Posted June. 23, 2003 21:57,   

한국어

After research using information based on human genes (genomes), it has been advocated for the first time that the ancestral group of the Japanese people currently living in the mainland of Japan were travelers who went through the Korean Peninsula.

“As a result of comparing the HLA genes which exists in the human`s #6 chromosome, with the various Asian races based on recent research outcomes on genomes, we concluded that the closest groups to the natives of Japan are the Korean people and the Chosun race in China,” clarified Professor Tokunaga Katsushi in the human genetics area of the Medical Department at Tokyo University.

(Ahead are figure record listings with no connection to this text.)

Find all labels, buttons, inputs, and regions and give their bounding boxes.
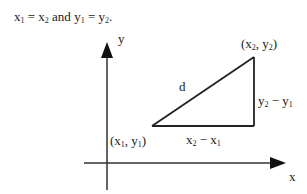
y-axis-arrowhead-icon bbox=[101, 42, 113, 58]
point-1-label: (x1, y1) bbox=[110, 134, 146, 147]
y-axis-label: y bbox=[118, 32, 125, 45]
hypotenuse-d bbox=[152, 57, 254, 126]
horizontal-leg-label: x2 − x1 bbox=[186, 133, 221, 146]
hypotenuse-label: d bbox=[179, 80, 186, 93]
x-axis-arrowhead-icon bbox=[270, 157, 286, 169]
vertical-leg-label: y2 − y1 bbox=[258, 94, 293, 107]
point-2-label: (x2, y2) bbox=[241, 37, 277, 50]
x-axis-label: x bbox=[289, 170, 296, 183]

The summary of research will be gathered in a series of `Open Lectures`, which are scheduled to be published by Tokyo Major Publishing company in the middle of July.

Professor Tokugawa clarified that after comparing and analyzing the twelve Eastern Asian groups (Japanese, Korean, the Han race, the Manchu race, the Chosun race, Mongolians, the natives of Taiwan, and so on) based on HLA analogy, the natives of Japan are, even more than the people in Okinawa or the Ainu race in northern Hokkaido, closest to the Korean people and the Chosun race in China.

This research supports the existing theory that the ancestral group who traveled through the Korean Peninsula played a big role in the formation of the Japanese people during the Japanese Yayoi Period (300 B.C. ~ 200 A.D.).

Because research conducted up until now with the primary usage of relics, skeletons and blood type distribution were faced with limitations, this research based on the recent research result on genomes is evaluated as the most definite edition of the `Root Theory`.